Tomorrow the antivivisectionists are gathering in Strasbourg to issue yet another declaration on the use of monkeys in research.
Of course it’s UK activists (it was ever thus) in the form of NAVS and its ‘youth’ wing Animal Defenders International who are leading the charge. Their European Parliament Declaration 40/2007 calls for ‘a ban on the use of Great Apes (chimpanzees, bonobos, gorillas, orangutans) and wild-caught primates, together with a commitment for a phase-out of all primate use within the EU.’
This demand is quite moderate – deliberately and stealthily so.
The more MEPs that NAVS & Co can get to sign up, the more support they can claim for their abolitionist cause. The commitment for phase-out doesn’t have a timetable, but no doubt NAVS sees that as the next step if the support is there.
Nowhere does the Declaration or the NAVS press release acknowledge that the UK has not used apes in research for decades, and that their use is now banned. And all monkeys used in UK research are purpose-bred, unless there is exceptional justification to use wild-caught animals.
The rest of the NAVS press release is the usual nonsense about monkeys being too dissimilar to humans to produce meaningful results, but similar enough to have human-like emotions. Very similar genetically, yet somehow not when it doesn’t suit the antivivisection argument.

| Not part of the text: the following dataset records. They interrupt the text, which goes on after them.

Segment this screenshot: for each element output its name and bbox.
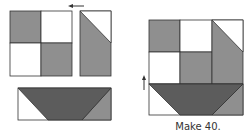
caption: Make 40. (160, 121, 236, 132)
assembled-unit (149, 20, 243, 115)
quilt-diagram (0, 0, 250, 137)
triangle-unit (80, 11, 111, 76)
four-patch-unit (10, 11, 72, 76)
trapezoid-strip (18, 88, 111, 120)
left-arrow-icon (68, 4, 84, 8)
up-arrow-icon (142, 75, 146, 90)
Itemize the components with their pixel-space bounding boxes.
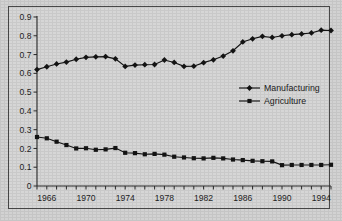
series-agriculture: [35, 135, 333, 167]
data-point-marker: [250, 36, 256, 42]
data-point-marker: [319, 163, 323, 167]
line-chart: 00.10.20.30.40.50.60.70.80.9196619701974…: [0, 0, 342, 221]
data-point-marker: [64, 143, 68, 147]
y-tick-label: 0.6: [20, 68, 32, 78]
x-tick-label: 1982: [194, 193, 213, 203]
x-tick-label: 1970: [76, 193, 95, 203]
legend-label: Manufacturing: [264, 83, 320, 93]
data-point-marker: [289, 32, 295, 38]
data-point-marker: [94, 148, 98, 152]
data-point-marker: [133, 151, 137, 155]
data-point-marker: [318, 27, 324, 33]
data-point-marker: [309, 30, 315, 36]
data-point-marker: [142, 62, 148, 68]
series-line: [37, 137, 331, 165]
data-point-marker: [221, 156, 225, 160]
data-point-marker: [45, 136, 49, 140]
data-point-marker: [191, 63, 197, 69]
data-point-marker: [300, 163, 304, 167]
data-point-marker: [143, 152, 147, 156]
data-point-marker: [328, 28, 334, 34]
y-tick-label: 0.8: [20, 31, 32, 41]
y-tick-label: 0.4: [20, 106, 32, 116]
series-manufacturing: [34, 27, 334, 72]
data-point-marker: [73, 56, 79, 62]
y-tick-label: 0.3: [20, 125, 32, 135]
data-point-marker: [123, 151, 127, 155]
data-point-marker: [103, 54, 109, 60]
y-tick-label: 0: [27, 181, 32, 191]
data-point-marker: [251, 159, 255, 163]
data-point-marker: [247, 99, 251, 103]
data-point-marker: [132, 62, 138, 68]
chart-legend: ManufacturingAgriculture: [239, 83, 320, 106]
data-point-marker: [211, 57, 217, 63]
data-point-marker: [152, 62, 158, 68]
data-point-marker: [280, 163, 284, 167]
data-point-marker: [172, 155, 176, 159]
legend-label: Agriculture: [264, 96, 306, 106]
data-point-marker: [181, 63, 187, 69]
data-point-marker: [260, 33, 266, 39]
data-point-marker: [55, 140, 59, 144]
data-point-marker: [162, 153, 166, 157]
data-point-marker: [241, 158, 245, 162]
data-point-marker: [269, 35, 275, 41]
legend-item-manufacturing: Manufacturing: [239, 83, 320, 93]
data-point-marker: [93, 54, 99, 60]
chart-page: 00.10.20.30.40.50.60.70.80.9196619701974…: [0, 0, 342, 221]
y-tick-label: 0.5: [20, 87, 32, 97]
data-point-marker: [74, 146, 78, 150]
y-axis-ticks: 00.10.20.30.40.50.60.70.80.9: [20, 12, 37, 191]
data-point-marker: [64, 59, 70, 65]
data-point-marker: [202, 156, 206, 160]
data-point-marker: [279, 33, 285, 39]
data-point-marker: [201, 60, 207, 66]
data-point-marker: [35, 135, 39, 139]
data-point-marker: [270, 159, 274, 163]
x-tick-label: 1994: [312, 193, 331, 203]
data-point-marker: [231, 157, 235, 161]
data-point-marker: [171, 60, 177, 66]
data-point-marker: [211, 156, 215, 160]
data-point-marker: [182, 155, 186, 159]
x-axis-ticks: 19661970197419781982198619901994: [37, 186, 331, 203]
data-point-marker: [192, 156, 196, 160]
y-tick-label: 0.9: [20, 12, 32, 22]
chart-plot-area: 00.10.20.30.40.50.60.70.80.9196619701974…: [0, 0, 342, 221]
x-tick-label: 1986: [233, 193, 252, 203]
data-point-marker: [84, 146, 88, 150]
data-point-marker: [247, 85, 253, 91]
data-point-marker: [299, 31, 305, 37]
x-tick-label: 1978: [155, 193, 174, 203]
data-point-marker: [44, 64, 50, 70]
data-point-marker: [162, 57, 168, 63]
data-point-marker: [54, 61, 60, 67]
data-point-marker: [260, 159, 264, 163]
y-tick-label: 0.7: [20, 50, 32, 60]
x-tick-label: 1974: [116, 193, 135, 203]
y-tick-label: 0.1: [20, 162, 32, 172]
data-point-marker: [83, 54, 89, 60]
data-point-marker: [220, 53, 226, 59]
legend-item-agriculture: Agriculture: [239, 96, 306, 106]
data-point-marker: [329, 163, 333, 167]
data-point-marker: [104, 147, 108, 151]
data-point-marker: [290, 163, 294, 167]
data-point-marker: [34, 67, 40, 73]
y-tick-label: 0.2: [20, 144, 32, 154]
x-tick-label: 1966: [37, 193, 56, 203]
data-point-marker: [113, 146, 117, 150]
data-point-marker: [309, 163, 313, 167]
data-point-marker: [153, 152, 157, 156]
x-tick-label: 1990: [272, 193, 291, 203]
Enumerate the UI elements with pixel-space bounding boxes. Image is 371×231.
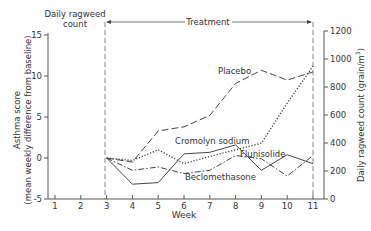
x-tick-label: 4: [130, 201, 135, 211]
ragweed-label-line1: Daily ragweed: [44, 9, 105, 19]
y2-tick-label: 1000: [330, 54, 352, 64]
y-tick-label: 5: [37, 112, 42, 122]
y-label-line2: (mean weekly difference from baseline): [23, 35, 33, 204]
label-beclomethasone: Beclomethasone: [185, 172, 256, 182]
right-y-axis: 020040060080010001200: [324, 26, 352, 204]
treatment-arrow: Treatment: [106, 17, 312, 27]
arrow-left-icon: [106, 20, 111, 24]
ragweed-label-line2: count: [63, 19, 88, 29]
x-tick-label: 7: [207, 201, 212, 211]
y2-tick-label: 600: [330, 110, 346, 120]
y-tick-label: 0: [37, 153, 42, 163]
y2-tick-label: 0: [330, 194, 335, 204]
x-axis: 1234567891011 Week: [48, 195, 324, 220]
y2-label-main: Daily ragweed count (grain/m: [356, 55, 366, 182]
y2-tick-label: 400: [330, 138, 346, 148]
x-tick-label: 3: [104, 201, 109, 211]
svg-text:Daily ragweed count (grain/m3): Daily ragweed count (grain/m3): [354, 48, 366, 182]
label-placebo: Placebo: [218, 66, 251, 76]
x-tick-label: 10: [282, 201, 293, 211]
x-tick-label: 11: [308, 201, 319, 211]
treatment-label: Treatment: [185, 17, 230, 27]
x-tick-label: 8: [233, 201, 238, 211]
x-axis-label: Week: [172, 210, 197, 220]
x-tick-label: 5: [155, 201, 160, 211]
arrow-right-icon: [307, 20, 312, 24]
y-label-line1: Asthma score: [12, 91, 22, 149]
y2-tick-label: 200: [330, 166, 346, 176]
y2-tick-label: 1200: [330, 26, 352, 36]
x-tick-label: 1: [52, 201, 57, 211]
y2-label-end: ): [356, 48, 366, 51]
x-tick-label: 2: [78, 201, 83, 211]
left-y-axis-label: Asthma score (mean weekly difference fro…: [12, 35, 33, 204]
right-y-axis-label: Daily ragweed count (grain/m3): [354, 48, 366, 182]
x-tick-label: 9: [259, 201, 264, 211]
y2-tick-label: 800: [330, 82, 346, 92]
label-cromolyn: Cromolyn sodium: [175, 136, 249, 146]
y-tick-label: -5: [34, 194, 42, 204]
series-lines: [107, 66, 313, 184]
ragweed-period-annotation: Daily ragweed count: [44, 9, 105, 29]
left-y-axis: -5051015: [31, 30, 48, 204]
label-flunisolide: Flunisolide: [240, 149, 285, 159]
asthma-ragweed-chart: -5051015 020040060080010001200 123456789…: [0, 0, 371, 231]
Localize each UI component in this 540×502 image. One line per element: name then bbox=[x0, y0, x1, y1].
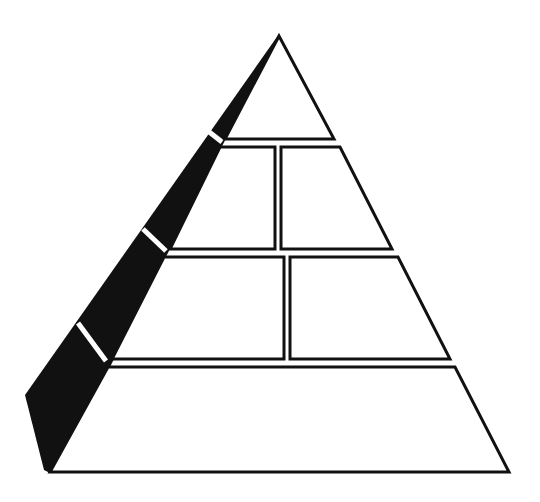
tier-4-base-block[interactable] bbox=[50, 367, 509, 472]
tier-2-right-block[interactable] bbox=[281, 147, 392, 249]
pyramid-diagram bbox=[0, 0, 540, 502]
tier-3-right-block[interactable] bbox=[290, 257, 450, 359]
tier-1-block[interactable] bbox=[225, 36, 334, 139]
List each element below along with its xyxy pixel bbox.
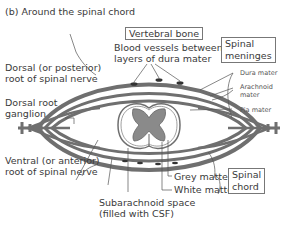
- label-vertebral-bone: Vertebral bone: [125, 27, 203, 40]
- label-blood-vessels: Blood vessels between layers of dura mat…: [114, 42, 223, 64]
- label-dorsal-root-ganglion: Dorsal root ganglion: [5, 97, 58, 119]
- blood-vessel: [156, 78, 163, 82]
- blood-vessel: [131, 82, 138, 86]
- label-grey-matter: Grey matter: [174, 171, 232, 182]
- label-pia-mater: Pia mater: [240, 106, 271, 114]
- label-arachnoid-mater: Arachnoid mater: [240, 83, 273, 99]
- label-subarachnoid-space: Subarachnoid space (filled with CSF): [99, 197, 195, 219]
- label-dura-mater: Dura mater: [240, 69, 277, 77]
- label-dorsal-root: Dorsal (or posterior) root of spinal ner…: [5, 62, 101, 84]
- diagram-title: (b) Around the spinal chord: [5, 6, 135, 17]
- blood-vessel: [177, 81, 184, 85]
- label-spinal-chord: Spinal chord: [228, 168, 265, 194]
- label-ventral-root: Ventral (or anterior) root of spinal ner…: [5, 155, 100, 177]
- dorsal-root-ganglion: [33, 124, 43, 132]
- label-spinal-meninges: Spinal meninges: [221, 37, 276, 63]
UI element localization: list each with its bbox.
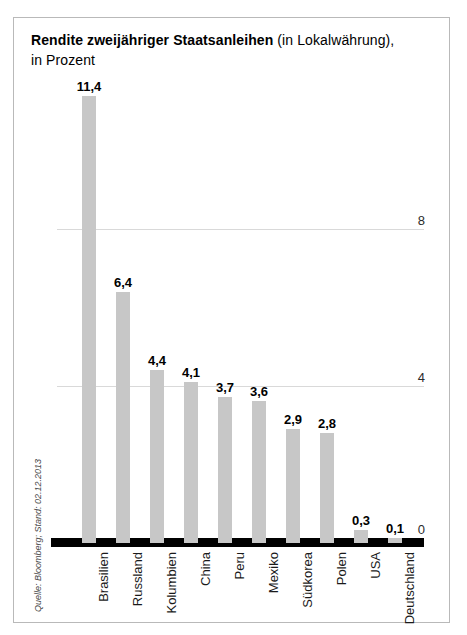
x-axis-label: USA <box>368 552 383 630</box>
y-axis-tick-label: 8 <box>395 213 425 228</box>
zero-axis-line <box>51 538 424 547</box>
bar <box>116 292 130 543</box>
bar <box>354 530 368 543</box>
x-axis-label: Brasilien <box>96 552 111 630</box>
bar <box>82 96 96 543</box>
bar-value-label: 11,4 <box>67 79 111 94</box>
x-axis-label: Russland <box>130 552 145 630</box>
bar-value-label: 3,6 <box>237 384 281 399</box>
source-note: Quelle: Bloomberg; Stand: 02.12.2013 <box>32 459 44 624</box>
x-axis-label: Peru <box>232 552 247 630</box>
bar-value-label: 0,1 <box>373 521 417 536</box>
y-axis-tick-label: 4 <box>395 370 425 385</box>
bar <box>184 382 198 543</box>
bar-value-label: 2,8 <box>305 416 349 431</box>
x-axis-label: Südkorea <box>300 552 315 630</box>
bar-value-label: 4,1 <box>169 365 213 380</box>
chart-title-line2: in Prozent <box>31 52 95 68</box>
gridline <box>57 229 424 230</box>
page: Rendite zweijähriger Staatsanleihen (in … <box>0 0 467 635</box>
bar <box>286 429 300 543</box>
bar <box>320 433 334 543</box>
chart-title-suffix: (in Lokalwährung), <box>273 32 394 48</box>
chart-title: Rendite zweijähriger Staatsanleihen (in … <box>31 30 431 70</box>
x-axis-label: Mexiko <box>266 552 281 630</box>
bar <box>150 370 164 543</box>
chart-frame: Rendite zweijähriger Staatsanleihen (in … <box>13 17 450 623</box>
chart-title-bold: Rendite zweijähriger Staatsanleihen <box>31 32 273 48</box>
x-axis-label: Polen <box>334 552 349 630</box>
bar <box>252 401 266 543</box>
x-axis-label: Kolumbien <box>164 552 179 630</box>
x-axis-label: Deutschland <box>402 552 417 630</box>
bar <box>388 538 402 543</box>
bar <box>218 397 232 543</box>
bar-value-label: 6,4 <box>101 275 145 290</box>
x-axis-label: China <box>198 552 213 630</box>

RDS issued a statement today in response, emphasising the medical benefits of animal research and the conclusions of recent independent Weatherall Report on primate research, that there is a strong scientific case for the carefully regulated use of non-human primates when there is no other way.
Despite the best efforts of the antivivisection groups, expert and independent opinion is moving in the opposite direction.